Irene Barnes Taeuber (December 25, 1906 – February 24, 1974) was an American demographer who worked for the Office of Population Research at Princeton University, where she edited the journal Population Index from 1936 to 1954.[1][2] Her scholarly work is credited with helping to establish the science of demography.[3]
She took a faculty position at Mount Holyoke College in 1931, but in 1934 her husband joined the Federal Emergency Relief Administration and she moved with him to Washington, DC. She began working on the journal Population Literature of the Population Association of America; when its editor Frank Lorimer left the position in 1935, the journal moved to the Office of Population Research at Princeton University, where it became Population Index, and she moved with it. She was initially a research associate there (part-time while her children were young), and was promoted to senior research demographer in 1961; she retired in 1973.[2]
She died on February 24, 1974, of pneumonia and emphysema.[2]
Taeuber wrote and edited many books and articles,[2] totalling "a dozen influential books and book-length reports and some 250 articles and chapters."[4]
But her most significant work was the book The Population of Japan (Princeton University Press, 1958).[1][2][4]
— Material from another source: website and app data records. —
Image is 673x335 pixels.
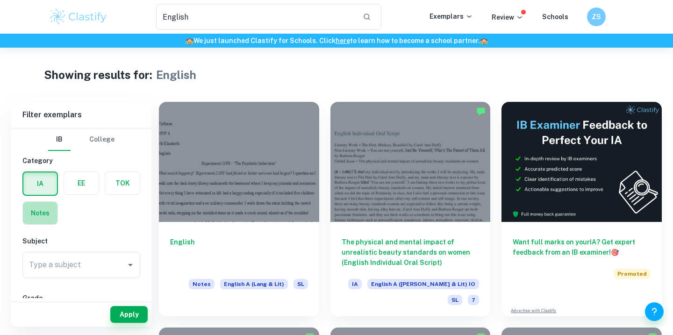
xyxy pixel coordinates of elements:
[186,37,194,44] span: 🏫
[587,7,606,26] button: ZS
[49,7,108,26] img: Clastify logo
[159,102,319,317] a: EnglishNotesEnglish A (Lang & Lit)SL
[368,279,479,289] span: English A ([PERSON_NAME] & Lit) IO
[645,303,664,321] button: Help and Feedback
[105,172,140,195] button: TOK
[502,102,662,222] img: Thumbnail
[542,13,569,21] a: Schools
[468,295,479,305] span: 7
[64,172,99,195] button: EE
[156,66,196,83] h1: English
[23,202,58,224] button: Notes
[48,129,115,151] div: Filter type choice
[331,102,491,317] a: The physical and mental impact of unrealistic beauty standards on women (English Individual Oral ...
[492,12,524,22] p: Review
[294,279,308,289] span: SL
[480,37,488,44] span: 🏫
[591,12,602,22] h6: ZS
[611,249,619,256] span: 🎯
[11,102,151,128] h6: Filter exemplars
[89,129,115,151] button: College
[511,308,556,314] a: Advertise with Clastify
[336,37,350,44] a: here
[614,269,651,279] span: Promoted
[22,236,140,246] h6: Subject
[502,102,662,317] a: Want full marks on yourIA? Get expert feedback from an IB examiner!PromotedAdvertise with Clastify
[2,36,671,46] h6: We just launched Clastify for Schools. Click to learn how to become a school partner.
[23,173,57,195] button: IA
[22,156,140,166] h6: Category
[170,237,308,268] h6: English
[156,4,355,30] input: Search for any exemplars...
[430,11,473,22] p: Exemplars
[342,237,480,268] h6: The physical and mental impact of unrealistic beauty standards on women (English Individual Oral ...
[110,306,148,323] button: Apply
[124,259,137,272] button: Open
[44,66,152,83] h1: Showing results for:
[220,279,288,289] span: English A (Lang & Lit)
[48,129,71,151] button: IB
[448,295,462,305] span: SL
[348,279,362,289] span: IA
[189,279,215,289] span: Notes
[476,107,486,116] img: Marked
[513,237,651,258] h6: Want full marks on your IA ? Get expert feedback from an IB examiner!
[22,293,140,303] h6: Grade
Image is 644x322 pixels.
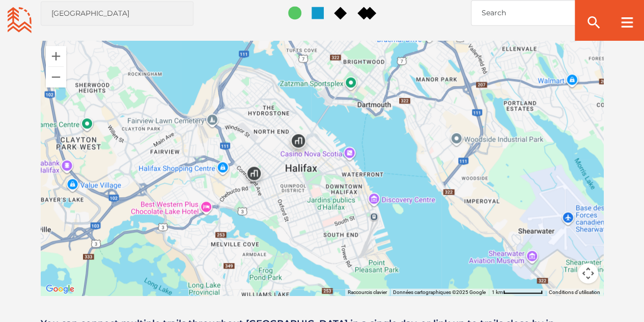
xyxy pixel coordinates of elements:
[44,282,77,296] img: Google
[46,46,66,66] button: Zoom avant
[492,289,503,294] span: 1 km
[549,289,600,294] a: Conditions d'utilisation (s'ouvre dans un nouvel onglet)
[578,263,598,283] button: Commandes de la caméra de la carte
[348,288,387,296] button: Raccourcis clavier
[489,288,546,296] button: Échelle de la carte : 1 km pour 74 pixels
[46,67,66,87] button: Zoom arrière
[44,282,77,296] a: Ouvrir cette zone dans Google Maps (dans une nouvelle fenêtre)
[393,289,486,294] span: Données cartographiques ©2025 Google
[585,14,602,31] ion-icon: search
Nearly 500 pages long, this book is in seven sections. The first one gives a historical and sociological overview of Japanese life and culture, followed by sections on the Meiji period and the modern era. Next follow sections on internal migrations, the Meiji-era expansion of the Japanese empire, the effects of fertility and mortality on the population, and a demographic view of the effects of World War II on Japan with an eye to future possibilities.[5][6][7][8][9] This work "demonstrates the power of demographic analysis ... as an instrument for the description of social change".[4] It was well-received in Japan, and a Japanese translation was published by the Mainichi Press.[2]